Well, I guess the problem is is that this solution requires that you have
three interfaces on the PIX at a minimum. We've only got two here, and it
seems that the real solution is to add an interface, and move the DNS
servers onto the DMZ.
Do you know if aliasing works for nameservers that aren't part of the DMZ;
for example, a nameserver way out on the internet that's returning answers
for your local network (i.e. you've got your primary nameserver at a
hosting facility, but certain hosts that inside your network, and your
hosts inside reference that host name?)
> How would tell your hosts to ricochet requests off the PIX? They only pass
I guess I'd do that by using the PIX as a virtual nameserver, but now that
I look at this problem again it seems like a terrible idea.
> option. What you could do is move your DNS servers to another interface of
> the PIX (not outside) and then the PIX can modify the packets when
> requested. I don't think you can set up statics to the inside so that you use
> the outside (or 3rd interface) addresses for your DNS setup to make the
> requests which would then pass into the PIX, and have it redirect the packets
> back to the inside DNS server, as the PIX doesn't appear to allow packets to
> have a source and destination on the same interface. But I haven't tried this,
> so I don't know for sure.
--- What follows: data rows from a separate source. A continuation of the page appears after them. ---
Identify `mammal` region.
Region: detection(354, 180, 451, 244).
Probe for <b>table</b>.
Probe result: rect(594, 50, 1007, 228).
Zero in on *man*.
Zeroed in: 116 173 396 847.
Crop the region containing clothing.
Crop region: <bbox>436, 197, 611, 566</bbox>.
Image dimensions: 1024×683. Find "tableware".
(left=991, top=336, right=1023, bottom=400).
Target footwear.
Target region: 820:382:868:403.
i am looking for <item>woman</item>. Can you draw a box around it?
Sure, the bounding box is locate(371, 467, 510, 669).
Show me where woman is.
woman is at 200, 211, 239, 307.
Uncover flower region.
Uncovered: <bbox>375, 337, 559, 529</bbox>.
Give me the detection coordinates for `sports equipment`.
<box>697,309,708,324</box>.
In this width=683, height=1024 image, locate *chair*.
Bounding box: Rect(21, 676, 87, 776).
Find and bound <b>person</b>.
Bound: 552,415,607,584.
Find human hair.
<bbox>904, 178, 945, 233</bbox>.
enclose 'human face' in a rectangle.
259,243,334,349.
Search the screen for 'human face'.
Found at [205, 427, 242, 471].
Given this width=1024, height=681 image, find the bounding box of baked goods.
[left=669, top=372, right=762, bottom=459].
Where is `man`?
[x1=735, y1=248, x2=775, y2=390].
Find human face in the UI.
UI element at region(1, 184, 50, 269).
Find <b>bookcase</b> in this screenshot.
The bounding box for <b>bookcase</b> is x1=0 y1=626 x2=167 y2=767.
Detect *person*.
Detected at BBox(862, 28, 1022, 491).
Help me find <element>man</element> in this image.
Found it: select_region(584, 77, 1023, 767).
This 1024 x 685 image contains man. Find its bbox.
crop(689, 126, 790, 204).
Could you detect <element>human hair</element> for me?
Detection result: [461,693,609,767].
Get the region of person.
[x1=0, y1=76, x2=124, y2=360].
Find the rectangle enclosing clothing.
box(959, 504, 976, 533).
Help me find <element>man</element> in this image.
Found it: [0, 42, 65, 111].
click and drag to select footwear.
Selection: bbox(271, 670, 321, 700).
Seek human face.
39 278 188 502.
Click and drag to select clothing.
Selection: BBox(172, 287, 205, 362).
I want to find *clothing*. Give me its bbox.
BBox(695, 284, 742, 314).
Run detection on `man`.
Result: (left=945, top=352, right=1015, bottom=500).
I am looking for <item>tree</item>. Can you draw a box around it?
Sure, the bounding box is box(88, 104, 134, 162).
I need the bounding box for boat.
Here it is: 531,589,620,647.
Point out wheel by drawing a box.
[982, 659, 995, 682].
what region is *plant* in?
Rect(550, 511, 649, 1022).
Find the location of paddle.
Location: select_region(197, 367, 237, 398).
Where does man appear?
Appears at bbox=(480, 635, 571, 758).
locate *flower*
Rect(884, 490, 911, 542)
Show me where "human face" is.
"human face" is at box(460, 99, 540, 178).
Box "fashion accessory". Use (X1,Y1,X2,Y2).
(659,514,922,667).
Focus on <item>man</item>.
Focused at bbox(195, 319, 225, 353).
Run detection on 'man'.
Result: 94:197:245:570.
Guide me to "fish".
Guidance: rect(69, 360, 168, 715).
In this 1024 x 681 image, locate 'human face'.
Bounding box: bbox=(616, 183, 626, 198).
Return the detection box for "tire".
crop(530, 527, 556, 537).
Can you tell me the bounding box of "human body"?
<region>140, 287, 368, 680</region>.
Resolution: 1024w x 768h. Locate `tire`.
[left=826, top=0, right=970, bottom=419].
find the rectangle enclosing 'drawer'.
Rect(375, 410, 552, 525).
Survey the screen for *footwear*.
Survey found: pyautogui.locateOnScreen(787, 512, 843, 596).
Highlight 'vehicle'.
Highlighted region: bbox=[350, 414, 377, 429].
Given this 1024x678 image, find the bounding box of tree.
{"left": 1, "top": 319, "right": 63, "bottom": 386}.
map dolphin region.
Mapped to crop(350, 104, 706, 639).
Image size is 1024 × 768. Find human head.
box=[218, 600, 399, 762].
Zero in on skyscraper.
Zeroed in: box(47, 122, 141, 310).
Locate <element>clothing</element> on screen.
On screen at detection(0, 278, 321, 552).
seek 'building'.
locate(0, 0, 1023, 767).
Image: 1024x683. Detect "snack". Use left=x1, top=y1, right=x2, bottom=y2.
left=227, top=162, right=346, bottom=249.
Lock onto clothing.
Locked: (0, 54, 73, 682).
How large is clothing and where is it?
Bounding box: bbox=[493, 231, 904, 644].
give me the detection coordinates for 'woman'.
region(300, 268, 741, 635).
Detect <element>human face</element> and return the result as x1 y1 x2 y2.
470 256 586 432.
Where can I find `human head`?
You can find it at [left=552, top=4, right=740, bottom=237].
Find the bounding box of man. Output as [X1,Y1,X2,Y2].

I agree that the alias command needs more
> capabilities as it could be really powerful except that it's restricted to use
> only for requests from a high security level to a lower level.
I had a TON of problems getting a DMZ configured on our other PIX,
everything from not getting packets through to no DNS resolution.
I'll probably try the alias solution again when work hell subsides,
and I go in to reconfigure our production network (yay, we got backup
PIXes finally!)
-john
-
[To unsubscribe, send mail to [EMAIL PROTECTED] with
"unsubscribe firewalls" in the body of the message.]